Iona pressed her lips together, the weight of her own tone settling in too late. “I am sorry,” she said quickly, her voice softer now. “That was nae meant for either of ye.”
“It was meant for the situation,” Erin said. “We ken it just as well, lass.”
“Aye,” Caitlin added, stepping closer. “And the situation is a happy one, even if it is a busy one.”
Iona nodded, though her chest still felt tight. “I ken. I do.”
And that, perhaps, was the strangest part of all.
She felt him arrive before she saw him. Iona turned slightly to take in the sight of him.
His gaze moved across the room first, taking in Caitlin among ribbons, Erin upon her throne by the window, Lennox burdened with furniture, Jamie on the bed with a doll tucked beneath her arm. Then he looked at Iona.
The room shifted quietly around that look.
He crossed to her with the same calm purpose he brought to everything else, though the warmth in his eyes belonged to no laird conducting household business.
“I have come to rescue ye,” he said.
“From what?” she asked.
He glanced over her shoulder toward the room at large. “From all of this.”
Caitlin made a disbelieving sound. “She is the bride. She is meant to be in the middle of all this.”
“Aye,” Frederick said. “And she is already being ordered about by three people and a fourth who claims nae to be afraid of an old healer.”
Lennox, still holding a stool, muttered, “I said nothin’ of the kind.”
Frederick ignored him and turned back to Iona. “Come with me.”
She frowned faintly, though more from surprise than resistance. “Where?”
“A walk.”
“That again?”
“Aye.”
Iona let him draw her only a few steps into the corridor before she stopped. “Frederick.”
He paused and turned back toward her.
“I cannot simply leave all of that,” she said, gesturing toward the room they had just quitted, where Caitlin’s voice could still be heard arguing with Erin over whether greenery ought to drape or loop.

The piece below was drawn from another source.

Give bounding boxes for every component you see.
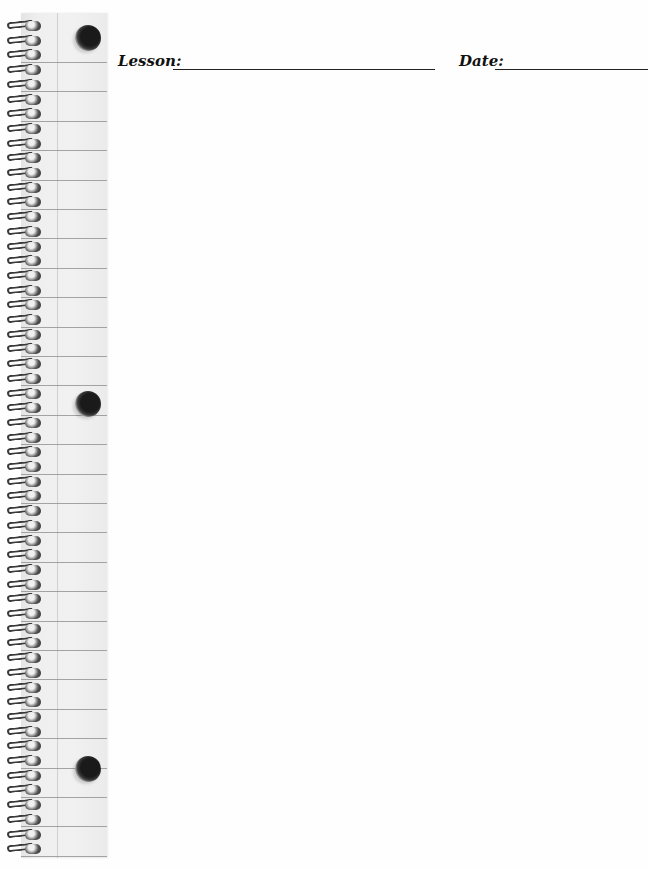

“Ye can,” he said. “Watch.”
He stepped back to the doorway. “Maither, she is with me for a quarter hour.”
Caitlin waved a hand without even turning. “Take an hour. I have Erin and Lennox.”
Lennox looked deeply offended. Erin looked delighted.

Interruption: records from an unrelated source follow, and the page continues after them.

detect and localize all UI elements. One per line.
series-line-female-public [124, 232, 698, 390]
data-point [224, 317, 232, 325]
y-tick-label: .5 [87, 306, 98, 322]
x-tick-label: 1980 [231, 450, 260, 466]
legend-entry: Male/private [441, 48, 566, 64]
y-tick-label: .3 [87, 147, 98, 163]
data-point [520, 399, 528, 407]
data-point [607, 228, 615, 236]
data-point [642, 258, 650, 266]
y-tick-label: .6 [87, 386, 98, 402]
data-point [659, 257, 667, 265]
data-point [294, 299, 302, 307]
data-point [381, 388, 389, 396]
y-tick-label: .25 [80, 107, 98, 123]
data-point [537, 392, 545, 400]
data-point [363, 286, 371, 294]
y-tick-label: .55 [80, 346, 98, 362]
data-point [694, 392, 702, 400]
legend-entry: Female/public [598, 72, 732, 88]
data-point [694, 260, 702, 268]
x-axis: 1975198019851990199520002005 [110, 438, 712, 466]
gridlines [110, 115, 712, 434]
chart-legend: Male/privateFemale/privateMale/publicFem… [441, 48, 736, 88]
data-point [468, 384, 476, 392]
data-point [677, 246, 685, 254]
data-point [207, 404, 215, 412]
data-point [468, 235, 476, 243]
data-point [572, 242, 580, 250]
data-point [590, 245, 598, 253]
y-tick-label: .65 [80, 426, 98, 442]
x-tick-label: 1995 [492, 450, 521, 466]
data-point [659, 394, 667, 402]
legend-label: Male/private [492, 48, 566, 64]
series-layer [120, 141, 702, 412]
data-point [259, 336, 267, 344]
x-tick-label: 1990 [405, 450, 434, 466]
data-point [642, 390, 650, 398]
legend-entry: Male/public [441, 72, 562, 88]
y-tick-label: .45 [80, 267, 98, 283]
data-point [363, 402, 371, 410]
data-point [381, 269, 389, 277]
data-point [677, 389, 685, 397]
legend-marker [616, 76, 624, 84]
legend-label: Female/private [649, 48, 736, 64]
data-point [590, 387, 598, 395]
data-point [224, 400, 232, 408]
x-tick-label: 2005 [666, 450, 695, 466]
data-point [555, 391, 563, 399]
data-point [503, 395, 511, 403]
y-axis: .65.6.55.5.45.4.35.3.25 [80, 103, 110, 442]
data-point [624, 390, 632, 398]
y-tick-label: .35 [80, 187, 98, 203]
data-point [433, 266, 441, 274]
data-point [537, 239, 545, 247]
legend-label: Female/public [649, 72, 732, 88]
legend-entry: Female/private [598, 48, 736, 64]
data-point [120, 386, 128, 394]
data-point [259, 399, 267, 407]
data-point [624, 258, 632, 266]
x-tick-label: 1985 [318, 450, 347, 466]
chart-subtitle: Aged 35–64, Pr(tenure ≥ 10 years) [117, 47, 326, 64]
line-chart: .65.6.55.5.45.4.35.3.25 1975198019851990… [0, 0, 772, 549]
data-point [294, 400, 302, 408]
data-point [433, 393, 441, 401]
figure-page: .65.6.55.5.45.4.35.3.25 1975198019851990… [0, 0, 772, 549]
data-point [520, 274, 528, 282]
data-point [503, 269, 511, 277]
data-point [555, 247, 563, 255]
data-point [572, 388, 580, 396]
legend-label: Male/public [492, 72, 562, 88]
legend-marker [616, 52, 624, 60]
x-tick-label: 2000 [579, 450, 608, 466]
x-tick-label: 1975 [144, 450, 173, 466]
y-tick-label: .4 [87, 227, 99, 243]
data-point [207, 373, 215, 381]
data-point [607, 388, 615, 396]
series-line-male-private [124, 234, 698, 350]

Frederick returned his attention to Iona with quiet satisfaction. “There.”
She shook her head as she went with him, unable to stop smiling.
They walked no farther than the southern gallery overlooking the lower court, but even that short distance seemed to thin the noise of the keep around them.
Sunlight spilled over the stone, warming the wall beneath her hand when she rested it there.
Below, a pair of stable boys crossed the yard carrying tack between them.
Somewhere farther off, someone was singing badly while hauling water.